As a refreshing break from Paul Schrader’s films about flawed-men-writing-and-turning-violent trilogy (First Reformed, The Card Counter, Master Gardener), there’s a bitter beauty much different within Oh, Canada. Though still poetic, there’s a freewheeling nature to how the picture bats around the lingering notions of regret and unease that fester with age. It’s the type of film that Schrader could easily pull off, being an old guy himself, but, wow, he still manages to surprise with some deeply moving and cerebral moments of stunning drama.
Richard Gere takes up the screen as the aged filmmaker Leo Fife, willing to appear on camera to tell his life story. In his twilight years, Leo realizes this might be the last time to speak openly about his history, much to the chagrin of his third wife, Emma (Uma Thurman), who is present throughout the filming. She knows Leo’s sordid past involving lost love and dodging the draft. She also knows he lies a lot, which might be why he wants her present for the filmed interview.
But Leo has spent so much of his life lying that the truth has become almost obscured in his memory. The film often diverts to flashbacks with a young Leo (Jacob Elordi) trying to find himself in the chaotic 1960s. But the visions keep shifting between various aspect ratios and colors. Even Gere stumbles into the role of Elordi a few times. So, what is the truth? Even the present feels like a mystery, as the old Leo finds himself getting lost in thought and losing track of who is or isn’t in the room with him. That creepy sense of uncertainty and losing your past can be felt in every scene.
There are familiar sensations that do come to Leo during this day-long interview. He acknowledges that the interviewing filmmaker, Malcolm (Michael Imperioli), is a former student who holds Leo in such a high regard. There’s a bitterness Leo has for this young fan when the discussion draws to an interviewing technique that Leo perfected. Also present on the set is Leo’s assistant, Sloan (Penelope Mitchell), a young woman who conjures ugly thoughts on his head. She reminds him of his first wife, considering Mitchell also plays this role. He views her as a ghost of the past, reborn to clean his soul for the best film. Leo is so bitter he starts wondering what this woman must think of his awful smell.
It’s fitting that on Leo’s deathbed, we get some closure as to the truth about his departure to Canada, seen through Malcolm more spying than filming directly. There is some comfort in this revelation but also a realization of why it remained hidden for so long. Leo’s odyssey was one of rebirth, where the past is too brutal to keep set in stone. There was so much regret within his lifetime, ranging from theft to dating his students. He told people one thing and did another. We choose to remember what we want, and Leo’s history remains personally jumbled, like a puzzle that seems to increase in pieces and get lost in the shuffle. Putting that puzzle together is challenging and mesmerizing to watch in its shaky assembly.
Paul Schrader packs so much into Oh, Canada, about how we struggle to write the lives we want and the memories we choose to hold. Richard Gere delivers a career-best performance, on par with his previous collaboration with Schrader’s American Gigolo. It’s a film so sobering that it darts between the nostalgic recollections of young defiance and the decay of feeling so helpless that going to the bathroom feels humiliating. Schrader’s film manages to swirl all of that together with such earnest emotions that never make the movie so simplistic as either a mystery of memory or a contemplation of the past. There’s a constant challenge to the viewer to see beyond the facts and find the feelings that coat our histories with uncertainty, proving that Schrader’s filmmaking has aged like the finest wine. At a mere 90 minutes, it’s also a film that is so brisk and beautiful that you can drink full rather than patiently sip.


=== WORK INSTRUCTIONS ===
Skip the pictures and copy all the data that follows exactly.
---+---
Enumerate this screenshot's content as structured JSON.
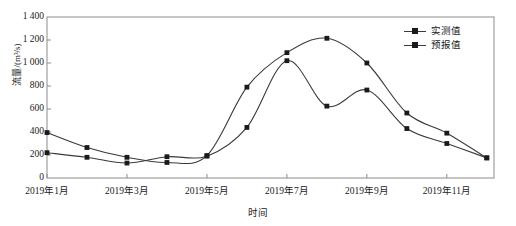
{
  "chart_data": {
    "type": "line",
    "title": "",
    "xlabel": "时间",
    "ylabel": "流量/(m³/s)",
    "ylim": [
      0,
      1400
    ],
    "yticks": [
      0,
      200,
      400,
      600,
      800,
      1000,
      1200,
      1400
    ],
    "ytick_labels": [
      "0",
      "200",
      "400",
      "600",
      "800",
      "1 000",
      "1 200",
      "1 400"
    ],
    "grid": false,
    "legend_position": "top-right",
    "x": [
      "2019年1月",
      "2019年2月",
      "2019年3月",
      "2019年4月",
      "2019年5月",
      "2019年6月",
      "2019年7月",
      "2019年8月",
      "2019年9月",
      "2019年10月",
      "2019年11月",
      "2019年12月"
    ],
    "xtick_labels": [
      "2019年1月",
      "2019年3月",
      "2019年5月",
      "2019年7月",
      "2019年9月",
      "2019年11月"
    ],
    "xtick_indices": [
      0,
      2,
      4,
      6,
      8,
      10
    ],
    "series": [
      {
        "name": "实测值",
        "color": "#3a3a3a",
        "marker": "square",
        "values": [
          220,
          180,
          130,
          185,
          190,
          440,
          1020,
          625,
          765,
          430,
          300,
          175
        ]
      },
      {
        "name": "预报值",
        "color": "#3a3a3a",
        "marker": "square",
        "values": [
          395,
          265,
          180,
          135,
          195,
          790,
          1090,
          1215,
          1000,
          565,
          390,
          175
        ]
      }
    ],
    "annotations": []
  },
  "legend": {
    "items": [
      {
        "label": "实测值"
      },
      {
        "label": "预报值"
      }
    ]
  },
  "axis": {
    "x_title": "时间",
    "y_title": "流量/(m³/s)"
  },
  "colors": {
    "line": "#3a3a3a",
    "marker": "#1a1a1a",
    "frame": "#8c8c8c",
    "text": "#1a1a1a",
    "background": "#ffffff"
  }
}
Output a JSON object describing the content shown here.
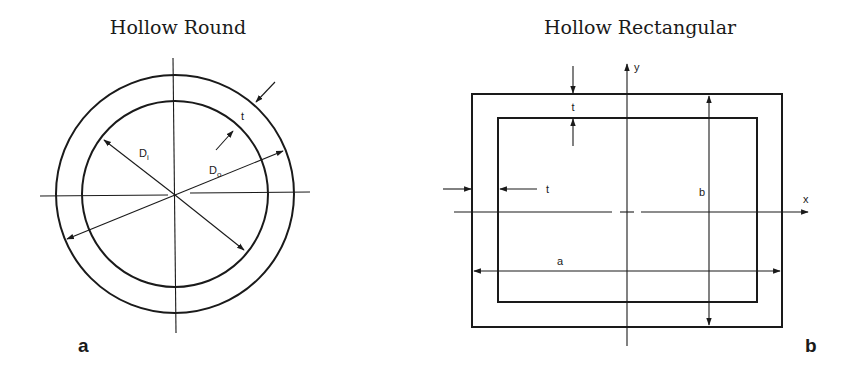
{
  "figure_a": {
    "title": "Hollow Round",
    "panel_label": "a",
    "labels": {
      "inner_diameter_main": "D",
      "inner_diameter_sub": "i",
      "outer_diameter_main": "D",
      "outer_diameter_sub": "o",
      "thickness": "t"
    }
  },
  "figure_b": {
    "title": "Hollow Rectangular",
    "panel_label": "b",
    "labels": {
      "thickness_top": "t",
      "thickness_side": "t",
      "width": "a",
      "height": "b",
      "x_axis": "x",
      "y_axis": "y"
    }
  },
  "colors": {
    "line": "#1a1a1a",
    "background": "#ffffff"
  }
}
---+---
=== THE COMPLETED TASK ===
Enumerate this screenshot's content as structured JSON.
{
  "chart_data": {
    "type": "line",
    "title": "",
    "xlabel": "时间",
    "ylabel": "流量/(m³/s)",
    "ylim": [
      0,
      1400
    ],
    "yticks": [
      0,
      200,
      400,
      600,
      800,
      1000,
      1200,
      1400
    ],
    "ytick_labels": [
      "0",
      "200",
      "400",
      "600",
      "800",
      "1 000",
      "1 200",
      "1 400"
    ],
    "grid": false,
    "legend_position": "top-right",
    "x": [
      "2019年1月",
      "2019年2月",
      "2019年3月",
      "2019年4月",
      "2019年5月",
      "2019年6月",
      "2019年7月",
      "2019年8月",
      "2019年9月",
      "2019年10月",
      "2019年11月",
      "2019年12月"
    ],
    "xtick_labels": [
      "2019年1月",
      "2019年3月",
      "2019年5月",
      "2019年7月",
      "2019年9月",
      "2019年11月"
    ],
    "xtick_indices": [
      0,
      2,
      4,
      6,
      8,
      10
    ],
    "series": [
      {
        "name": "实测值",
        "color": "#3a3a3a",
        "marker": "square",
        "values": [
          220,
          180,
          130,
          185,
          190,
          440,
          1020,
          625,
          765,
          430,
          300,
          175
        ]
      },
      {
        "name": "预报值",
        "color": "#3a3a3a",
        "marker": "square",
        "values": [
          395,
          265,
          180,
          135,
          195,
          790,
          1090,
          1215,
          1000,
          565,
          390,
          175
        ]
      }
    ],
    "annotations": []
  },
  "legend": {
    "items": [
      {
        "label": "实测值"
      },
      {
        "label": "预报值"
      }
    ]
  },
  "axis": {
    "x_title": "时间",
    "y_title": "流量/(m³/s)"
  },
  "colors": {
    "line": "#3a3a3a",
    "marker": "#1a1a1a",
    "frame": "#8c8c8c",
    "text": "#1a1a1a",
    "background": "#ffffff"
  }
}
Output a JSON object describing the content shown here.
{
  "figure_a": {
    "title": "Hollow Round",
    "panel_label": "a",
    "labels": {
      "inner_diameter_main": "D",
      "inner_diameter_sub": "i",
      "outer_diameter_main": "D",
      "outer_diameter_sub": "o",
      "thickness": "t"
    }
  },
  "figure_b": {
    "title": "Hollow Rectangular",
    "panel_label": "b",
    "labels": {
      "thickness_top": "t",
      "thickness_side": "t",
      "width": "a",
      "height": "b",
      "x_axis": "x",
      "y_axis": "y"
    }
  },
  "colors": {
    "line": "#1a1a1a",
    "background": "#ffffff"
  }
}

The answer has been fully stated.